Logic and Elite Education

There is an amusing bit in C.S. Lewis’s The Lion, the Witch, and the Wardrobe in which Professor Kirk suggests–to the astonishment of the older Pevensie children–that they should actually believe little Lucy’s tale of having traveled to another world through the wardrobe.  Lewis uses this scene to make an important point about thinking, a point that the famous film avoids in favor of a lesson about sentiment.

In the film, the professor tells the children that if they are a family, they should “start acting like it.”  The point, I guess, is that family members should, out of some kind of blood-based solidarity, believe the fantastic things that other family members say.  It seems to me that the screenwriter here showed a certain unfamiliarity with real family life.  In many cases, members of your family, who know you all too well, are the very last people to accept what you say uncritically.

Lewis, however, wanted to make a point about logic (a point that he no doubt intended to relate to the famous “liar, lunatic, or Lord” thesis about Jesus).  In the book the professor interrogates the children and gets them to admit that Lucy never lies and that she shows no signs of being mad.  In view of these facts, he concludes, it is most likely that she is telling the truth about the wardrobe.  It’s a simple matter of logic, the professor contends, asking himself aloud just what they teach children in school these days.

Plato-raphael

This passage came to my mind when I read this story about the University of California system’s practice of charging more to students who come from out of state–a practice that is evidently a big financial boon for the institution.  According to the story, some out of state students find the practice reasonable, but others think it unfair.  The complaint of one of these latter students makes one wonder whether they teach logic at UCLA.  Here is the passage of interest:

Utkarsh Pandey, 20, came to UCLA from Gurgaon, India, to study materials science and engineering. UCLA, he said “has given me educational, professional, and cultural experiences that I don’t feel I could’ve gotten in India or any of UCLA’s rival schools in the U.S.”

As an international student, he does not qualify for UC financial aid, and his family is paying all costs. Charging non-Californians so much extra, he complained, is “hypocritical in today’s day and age of egalitarianism.”

This student, of course, has no basis on which to charge the school with hypocrisy.  The fact that we live in a generally egalitarian age, after all, does not commit any person or institution to all forms of egalitarianism.  He might as well say that it is hypocritical for the school to give grades in today’s day and age of egalitarianism.

But there is also a matter of logic: this student could not make his point without implicitly contradicting himself.  He invokes egalitarianism to complain that some people have to pay more than others to go to UCLA.  But then he casts egalitarianism aside in order to affirm that UCLA is a better school than the universities in India, and even better than other elite schools in the United States.

I doubt that UCLA requires students to read Plato’s dialogues–but it should.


# [TRY IT]
Find every line in the records below that contains "Academic", and copy it.

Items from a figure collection
--- START ---

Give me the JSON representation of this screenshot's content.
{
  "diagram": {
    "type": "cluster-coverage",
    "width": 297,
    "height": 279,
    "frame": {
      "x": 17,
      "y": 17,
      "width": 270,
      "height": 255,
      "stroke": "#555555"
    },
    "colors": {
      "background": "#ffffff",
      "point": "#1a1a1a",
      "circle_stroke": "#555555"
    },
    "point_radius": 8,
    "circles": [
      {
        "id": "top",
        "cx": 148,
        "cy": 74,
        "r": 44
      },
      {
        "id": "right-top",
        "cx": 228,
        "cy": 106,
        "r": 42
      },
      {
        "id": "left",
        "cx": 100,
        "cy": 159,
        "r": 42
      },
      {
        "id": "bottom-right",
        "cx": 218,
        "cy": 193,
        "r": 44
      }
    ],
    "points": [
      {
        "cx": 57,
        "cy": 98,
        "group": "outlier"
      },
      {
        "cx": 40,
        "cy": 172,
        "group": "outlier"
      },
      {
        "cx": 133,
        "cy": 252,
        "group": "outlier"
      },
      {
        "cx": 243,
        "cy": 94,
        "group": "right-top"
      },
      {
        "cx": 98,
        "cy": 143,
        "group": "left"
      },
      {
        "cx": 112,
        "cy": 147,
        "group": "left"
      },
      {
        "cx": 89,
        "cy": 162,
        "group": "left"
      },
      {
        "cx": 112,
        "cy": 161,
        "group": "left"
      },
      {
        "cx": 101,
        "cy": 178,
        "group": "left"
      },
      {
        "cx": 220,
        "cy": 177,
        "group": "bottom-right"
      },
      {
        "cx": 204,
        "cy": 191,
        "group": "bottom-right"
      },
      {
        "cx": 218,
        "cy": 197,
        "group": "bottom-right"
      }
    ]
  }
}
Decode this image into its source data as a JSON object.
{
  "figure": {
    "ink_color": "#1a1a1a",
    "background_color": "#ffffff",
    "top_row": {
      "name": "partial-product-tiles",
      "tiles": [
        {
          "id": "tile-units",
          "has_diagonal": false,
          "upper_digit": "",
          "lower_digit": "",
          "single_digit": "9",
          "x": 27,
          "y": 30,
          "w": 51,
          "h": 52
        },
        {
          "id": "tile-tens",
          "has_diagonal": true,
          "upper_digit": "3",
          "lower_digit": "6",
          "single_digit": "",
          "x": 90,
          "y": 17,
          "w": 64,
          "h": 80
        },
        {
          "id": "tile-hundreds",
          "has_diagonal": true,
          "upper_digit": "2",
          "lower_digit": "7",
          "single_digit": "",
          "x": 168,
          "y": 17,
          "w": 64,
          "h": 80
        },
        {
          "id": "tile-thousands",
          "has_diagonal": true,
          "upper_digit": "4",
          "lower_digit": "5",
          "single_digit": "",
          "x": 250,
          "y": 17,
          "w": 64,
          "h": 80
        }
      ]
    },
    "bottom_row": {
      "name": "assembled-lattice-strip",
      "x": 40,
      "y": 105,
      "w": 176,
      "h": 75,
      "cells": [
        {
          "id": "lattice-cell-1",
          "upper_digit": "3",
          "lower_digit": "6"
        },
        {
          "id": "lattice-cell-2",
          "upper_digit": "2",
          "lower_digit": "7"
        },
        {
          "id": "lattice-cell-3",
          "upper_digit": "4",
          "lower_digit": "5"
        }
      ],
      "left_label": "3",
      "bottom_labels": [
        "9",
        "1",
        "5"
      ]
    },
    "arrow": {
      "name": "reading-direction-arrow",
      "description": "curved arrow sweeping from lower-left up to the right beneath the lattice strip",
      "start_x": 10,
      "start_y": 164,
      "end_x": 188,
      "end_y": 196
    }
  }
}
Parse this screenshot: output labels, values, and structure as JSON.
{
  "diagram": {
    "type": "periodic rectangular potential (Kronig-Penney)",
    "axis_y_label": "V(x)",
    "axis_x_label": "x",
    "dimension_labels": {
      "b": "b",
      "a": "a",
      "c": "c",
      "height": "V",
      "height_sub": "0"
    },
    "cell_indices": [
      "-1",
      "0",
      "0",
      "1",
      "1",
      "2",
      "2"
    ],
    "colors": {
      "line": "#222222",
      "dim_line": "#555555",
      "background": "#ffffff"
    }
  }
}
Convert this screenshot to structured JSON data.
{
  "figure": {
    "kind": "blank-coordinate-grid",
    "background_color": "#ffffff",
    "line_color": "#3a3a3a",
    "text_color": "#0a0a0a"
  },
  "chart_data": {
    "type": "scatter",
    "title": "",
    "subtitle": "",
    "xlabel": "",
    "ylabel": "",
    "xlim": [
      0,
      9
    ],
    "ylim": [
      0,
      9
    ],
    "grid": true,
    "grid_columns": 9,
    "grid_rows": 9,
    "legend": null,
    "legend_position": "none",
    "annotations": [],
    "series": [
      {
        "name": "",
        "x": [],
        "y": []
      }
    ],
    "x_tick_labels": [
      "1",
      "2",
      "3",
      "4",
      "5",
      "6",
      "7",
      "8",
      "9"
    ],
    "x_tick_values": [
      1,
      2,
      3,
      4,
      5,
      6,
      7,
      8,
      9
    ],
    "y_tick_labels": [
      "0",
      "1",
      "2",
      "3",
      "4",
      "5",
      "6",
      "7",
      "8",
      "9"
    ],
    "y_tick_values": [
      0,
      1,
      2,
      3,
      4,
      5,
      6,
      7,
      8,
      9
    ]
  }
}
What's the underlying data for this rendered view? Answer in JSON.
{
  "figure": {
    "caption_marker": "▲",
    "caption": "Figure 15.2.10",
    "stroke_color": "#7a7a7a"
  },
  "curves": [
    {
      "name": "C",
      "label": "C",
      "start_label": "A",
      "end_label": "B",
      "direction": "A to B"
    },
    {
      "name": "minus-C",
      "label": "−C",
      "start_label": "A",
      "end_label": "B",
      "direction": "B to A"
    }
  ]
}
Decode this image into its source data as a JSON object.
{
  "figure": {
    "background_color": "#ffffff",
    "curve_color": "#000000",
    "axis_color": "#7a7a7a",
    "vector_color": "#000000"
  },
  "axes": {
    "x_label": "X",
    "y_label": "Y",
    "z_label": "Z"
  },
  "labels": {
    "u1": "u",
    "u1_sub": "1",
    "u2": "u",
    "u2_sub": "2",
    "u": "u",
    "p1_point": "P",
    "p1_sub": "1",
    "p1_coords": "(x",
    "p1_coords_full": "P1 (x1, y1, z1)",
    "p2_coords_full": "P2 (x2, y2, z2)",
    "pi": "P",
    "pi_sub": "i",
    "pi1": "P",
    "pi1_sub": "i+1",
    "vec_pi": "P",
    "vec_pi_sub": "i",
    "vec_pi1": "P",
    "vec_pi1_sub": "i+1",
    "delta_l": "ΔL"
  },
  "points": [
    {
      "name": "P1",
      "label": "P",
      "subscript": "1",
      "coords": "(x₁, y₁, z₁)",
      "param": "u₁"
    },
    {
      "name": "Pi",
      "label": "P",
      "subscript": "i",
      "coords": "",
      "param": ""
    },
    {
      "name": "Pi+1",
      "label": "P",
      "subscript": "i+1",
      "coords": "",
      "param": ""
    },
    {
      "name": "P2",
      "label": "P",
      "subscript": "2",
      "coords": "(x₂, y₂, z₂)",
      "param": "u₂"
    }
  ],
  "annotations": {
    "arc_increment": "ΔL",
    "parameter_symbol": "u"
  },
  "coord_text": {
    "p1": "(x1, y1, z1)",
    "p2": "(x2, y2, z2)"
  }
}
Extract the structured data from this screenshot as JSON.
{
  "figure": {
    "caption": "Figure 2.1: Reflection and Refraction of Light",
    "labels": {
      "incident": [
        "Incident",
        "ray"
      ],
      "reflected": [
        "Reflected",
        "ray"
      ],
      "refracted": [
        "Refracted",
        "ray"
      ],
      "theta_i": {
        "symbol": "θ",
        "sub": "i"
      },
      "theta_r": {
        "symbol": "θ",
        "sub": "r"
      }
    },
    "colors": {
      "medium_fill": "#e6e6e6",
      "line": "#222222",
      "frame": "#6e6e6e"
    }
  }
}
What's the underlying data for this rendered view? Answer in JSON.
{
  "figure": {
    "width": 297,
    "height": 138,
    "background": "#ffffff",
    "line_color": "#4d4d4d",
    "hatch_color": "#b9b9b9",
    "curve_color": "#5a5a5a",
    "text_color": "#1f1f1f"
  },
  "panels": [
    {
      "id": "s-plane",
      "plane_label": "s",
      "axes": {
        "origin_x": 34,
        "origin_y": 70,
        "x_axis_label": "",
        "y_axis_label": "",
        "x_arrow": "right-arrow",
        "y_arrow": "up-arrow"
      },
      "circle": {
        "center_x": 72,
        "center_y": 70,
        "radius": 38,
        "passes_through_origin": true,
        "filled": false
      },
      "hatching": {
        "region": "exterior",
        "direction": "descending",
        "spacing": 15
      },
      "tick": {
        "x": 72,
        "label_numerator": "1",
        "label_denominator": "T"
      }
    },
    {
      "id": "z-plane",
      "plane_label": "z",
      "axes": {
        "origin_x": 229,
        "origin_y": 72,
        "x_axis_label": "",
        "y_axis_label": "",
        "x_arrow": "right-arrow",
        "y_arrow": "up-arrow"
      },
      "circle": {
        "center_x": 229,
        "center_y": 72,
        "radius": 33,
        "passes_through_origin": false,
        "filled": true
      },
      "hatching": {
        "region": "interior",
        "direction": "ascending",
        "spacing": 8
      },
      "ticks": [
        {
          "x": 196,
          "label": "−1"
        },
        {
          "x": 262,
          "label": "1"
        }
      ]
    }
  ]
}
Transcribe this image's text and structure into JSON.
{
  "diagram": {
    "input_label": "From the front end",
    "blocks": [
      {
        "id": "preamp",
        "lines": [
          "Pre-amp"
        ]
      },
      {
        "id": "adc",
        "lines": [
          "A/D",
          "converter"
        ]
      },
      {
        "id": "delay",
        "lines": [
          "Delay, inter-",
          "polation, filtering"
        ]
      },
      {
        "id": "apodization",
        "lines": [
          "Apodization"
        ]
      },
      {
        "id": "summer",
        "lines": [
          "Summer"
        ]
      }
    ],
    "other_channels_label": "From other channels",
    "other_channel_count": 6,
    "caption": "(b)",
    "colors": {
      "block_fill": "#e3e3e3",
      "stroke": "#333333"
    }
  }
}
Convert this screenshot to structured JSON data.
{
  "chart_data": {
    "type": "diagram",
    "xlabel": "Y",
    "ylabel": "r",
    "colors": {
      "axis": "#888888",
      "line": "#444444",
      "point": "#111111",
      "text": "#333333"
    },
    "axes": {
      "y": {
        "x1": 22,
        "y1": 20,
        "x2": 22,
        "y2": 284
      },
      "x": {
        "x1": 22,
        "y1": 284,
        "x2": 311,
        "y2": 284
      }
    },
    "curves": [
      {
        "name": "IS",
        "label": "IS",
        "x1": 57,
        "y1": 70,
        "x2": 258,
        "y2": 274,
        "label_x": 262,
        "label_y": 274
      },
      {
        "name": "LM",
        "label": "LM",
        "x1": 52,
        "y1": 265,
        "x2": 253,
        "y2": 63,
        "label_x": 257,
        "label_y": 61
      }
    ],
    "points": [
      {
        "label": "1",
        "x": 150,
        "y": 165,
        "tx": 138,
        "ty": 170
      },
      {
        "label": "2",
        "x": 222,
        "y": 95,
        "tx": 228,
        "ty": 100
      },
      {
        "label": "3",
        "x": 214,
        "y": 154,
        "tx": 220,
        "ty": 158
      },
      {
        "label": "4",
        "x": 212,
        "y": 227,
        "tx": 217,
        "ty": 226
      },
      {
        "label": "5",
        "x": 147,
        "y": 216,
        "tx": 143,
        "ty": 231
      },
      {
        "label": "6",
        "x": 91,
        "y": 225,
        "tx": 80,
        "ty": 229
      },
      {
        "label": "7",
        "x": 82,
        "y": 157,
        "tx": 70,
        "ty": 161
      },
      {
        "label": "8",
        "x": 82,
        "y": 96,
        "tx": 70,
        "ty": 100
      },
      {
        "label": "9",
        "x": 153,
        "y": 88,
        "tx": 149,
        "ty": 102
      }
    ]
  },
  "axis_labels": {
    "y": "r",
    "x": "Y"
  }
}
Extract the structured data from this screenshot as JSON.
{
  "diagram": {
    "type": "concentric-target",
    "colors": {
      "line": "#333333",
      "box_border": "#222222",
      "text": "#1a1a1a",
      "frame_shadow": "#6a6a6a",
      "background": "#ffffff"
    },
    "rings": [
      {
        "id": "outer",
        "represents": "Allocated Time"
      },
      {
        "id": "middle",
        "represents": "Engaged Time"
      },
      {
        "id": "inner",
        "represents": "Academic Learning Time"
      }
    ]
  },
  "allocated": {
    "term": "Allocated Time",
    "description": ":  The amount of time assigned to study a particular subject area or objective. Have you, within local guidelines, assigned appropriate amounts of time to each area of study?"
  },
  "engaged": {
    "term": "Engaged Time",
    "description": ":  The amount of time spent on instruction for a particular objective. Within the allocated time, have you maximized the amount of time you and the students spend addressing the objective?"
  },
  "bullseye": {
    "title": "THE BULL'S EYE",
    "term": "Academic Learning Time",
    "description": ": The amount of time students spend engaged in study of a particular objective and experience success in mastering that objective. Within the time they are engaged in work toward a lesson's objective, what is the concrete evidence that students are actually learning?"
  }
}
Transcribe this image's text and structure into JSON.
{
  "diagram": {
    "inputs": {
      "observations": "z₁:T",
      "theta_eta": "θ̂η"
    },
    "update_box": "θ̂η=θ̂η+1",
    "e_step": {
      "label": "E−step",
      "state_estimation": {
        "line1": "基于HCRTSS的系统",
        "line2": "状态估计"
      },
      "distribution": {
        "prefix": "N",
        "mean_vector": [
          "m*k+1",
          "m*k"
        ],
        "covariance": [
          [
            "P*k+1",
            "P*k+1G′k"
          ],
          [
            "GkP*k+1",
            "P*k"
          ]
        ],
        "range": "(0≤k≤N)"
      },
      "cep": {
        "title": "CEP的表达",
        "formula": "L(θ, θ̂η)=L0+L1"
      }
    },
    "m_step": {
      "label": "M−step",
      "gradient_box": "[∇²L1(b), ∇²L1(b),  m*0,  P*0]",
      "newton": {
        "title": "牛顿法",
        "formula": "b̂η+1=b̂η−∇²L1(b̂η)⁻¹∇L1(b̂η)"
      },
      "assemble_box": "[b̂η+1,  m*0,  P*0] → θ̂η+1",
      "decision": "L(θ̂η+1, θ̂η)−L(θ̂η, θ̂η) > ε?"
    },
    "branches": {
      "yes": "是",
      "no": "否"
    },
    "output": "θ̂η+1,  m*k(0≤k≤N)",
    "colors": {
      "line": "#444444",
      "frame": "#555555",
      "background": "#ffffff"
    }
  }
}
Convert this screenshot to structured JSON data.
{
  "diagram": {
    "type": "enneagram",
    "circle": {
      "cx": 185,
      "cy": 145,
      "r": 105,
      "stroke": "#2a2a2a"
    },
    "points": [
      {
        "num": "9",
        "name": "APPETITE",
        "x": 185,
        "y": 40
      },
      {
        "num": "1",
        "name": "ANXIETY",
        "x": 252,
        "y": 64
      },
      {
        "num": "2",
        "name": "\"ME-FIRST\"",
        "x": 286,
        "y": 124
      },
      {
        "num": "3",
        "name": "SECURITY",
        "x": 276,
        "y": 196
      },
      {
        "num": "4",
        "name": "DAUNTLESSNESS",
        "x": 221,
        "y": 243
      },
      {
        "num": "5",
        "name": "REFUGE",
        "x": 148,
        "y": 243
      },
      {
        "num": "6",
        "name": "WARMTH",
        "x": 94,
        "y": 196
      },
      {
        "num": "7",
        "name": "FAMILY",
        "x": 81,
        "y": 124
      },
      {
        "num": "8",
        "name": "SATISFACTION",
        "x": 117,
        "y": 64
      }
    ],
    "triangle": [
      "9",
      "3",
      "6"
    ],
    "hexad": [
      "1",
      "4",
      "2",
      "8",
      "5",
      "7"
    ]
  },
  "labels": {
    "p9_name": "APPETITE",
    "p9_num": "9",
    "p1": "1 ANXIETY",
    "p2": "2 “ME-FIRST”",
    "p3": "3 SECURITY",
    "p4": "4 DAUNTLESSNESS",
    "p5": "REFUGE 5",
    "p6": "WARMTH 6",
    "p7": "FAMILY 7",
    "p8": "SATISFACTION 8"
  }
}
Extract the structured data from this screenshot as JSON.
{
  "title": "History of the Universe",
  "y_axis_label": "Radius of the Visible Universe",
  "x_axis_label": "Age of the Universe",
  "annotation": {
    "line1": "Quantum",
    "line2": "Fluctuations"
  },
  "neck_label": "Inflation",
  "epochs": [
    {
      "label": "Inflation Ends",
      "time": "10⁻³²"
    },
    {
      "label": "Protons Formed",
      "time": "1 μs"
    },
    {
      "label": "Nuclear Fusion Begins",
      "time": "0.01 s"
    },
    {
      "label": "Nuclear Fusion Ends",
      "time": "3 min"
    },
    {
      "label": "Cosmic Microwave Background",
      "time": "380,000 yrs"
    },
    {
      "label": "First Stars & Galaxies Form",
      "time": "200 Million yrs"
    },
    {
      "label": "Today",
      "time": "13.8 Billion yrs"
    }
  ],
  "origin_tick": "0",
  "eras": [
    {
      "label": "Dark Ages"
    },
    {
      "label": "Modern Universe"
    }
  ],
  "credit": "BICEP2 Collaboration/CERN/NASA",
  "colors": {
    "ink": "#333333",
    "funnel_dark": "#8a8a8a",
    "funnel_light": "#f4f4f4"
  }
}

--- END ---

# [EXERCISE RESULT]
        "represents": "Academic Learning Time"
    "term": "Academic Learning Time",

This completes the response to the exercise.